Spherical Flows for Sampling Categorical Data
New generative model learns discrete sequences by flowing on a sphere—outperforms on Sudoku and language tasks.
A new paper on arXiv (2605.05629) from researchers at TU Berlin proposes Spherical Flows for sampling categorical data, offering a fresh approach to generative modeling of discrete sequences. Unlike prior methods that operate in Euclidean space or on the probability simplex, Spherical Flows embed sequences on the hypersphere S^{d-1}. The authors leverage the von Mises-Fisher (vMF) distribution, which naturally accommodates spherical geometry and provides a closed-form conditional score. By exploiting vMF's radial symmetry, they reduce the continuity equation on the sphere to a scalar ODE in cosine similarity, whose unique bounded solution determines the velocity field. This mathematical trick makes both ODE-based sampling and predictor-corrector (PC) sampling tractable.
The marginal velocity and marginal score on the product space (S^{d-1})^L decompose into posterior-weighted tangent sums that differ only by per-token scalar weights. The posterior is the only learned component, trained via a straightforward cross-entropy loss. Experiments compare the vMF-based path against geodesic and Euclidean alternatives on discrete sequence tasks. The vMF+PC combination significantly outperforms baselines on Sudoku puzzle generation and language modeling benchmarks, demonstrating that spherical geometry can better capture the structure of categorical data. The work opens new avenues for generative models in discrete domains without requiring complex autoregressive decoding.

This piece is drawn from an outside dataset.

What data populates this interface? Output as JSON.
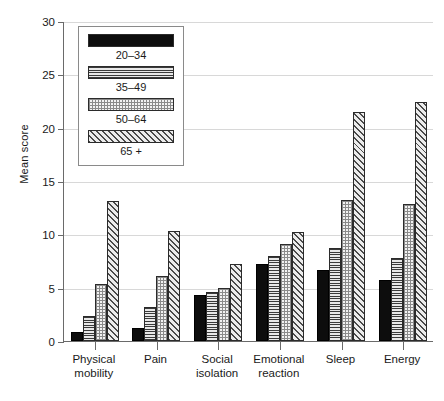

- Spherical Flows embed categorical sequences on S^{d-1} using the von Mises-Fisher (vMF) distribution, enabling closed-form conditional score computation.
- The method reduces the continuity equation on the sphere to a scalar ODE in cosine similarity, making both ODE and predictor-corrector (PC) sampling feasible.
- On Sudoku and language modeling benchmarks, vMF+PC significantly outperforms geodesic and Euclidean alternatives, as shown in controlled experiments.
Why It Matters
Spherical Flows provide a principled, efficient new way to generate discrete sequences without autoregressive decoding, improving performance on structured prediction tasks.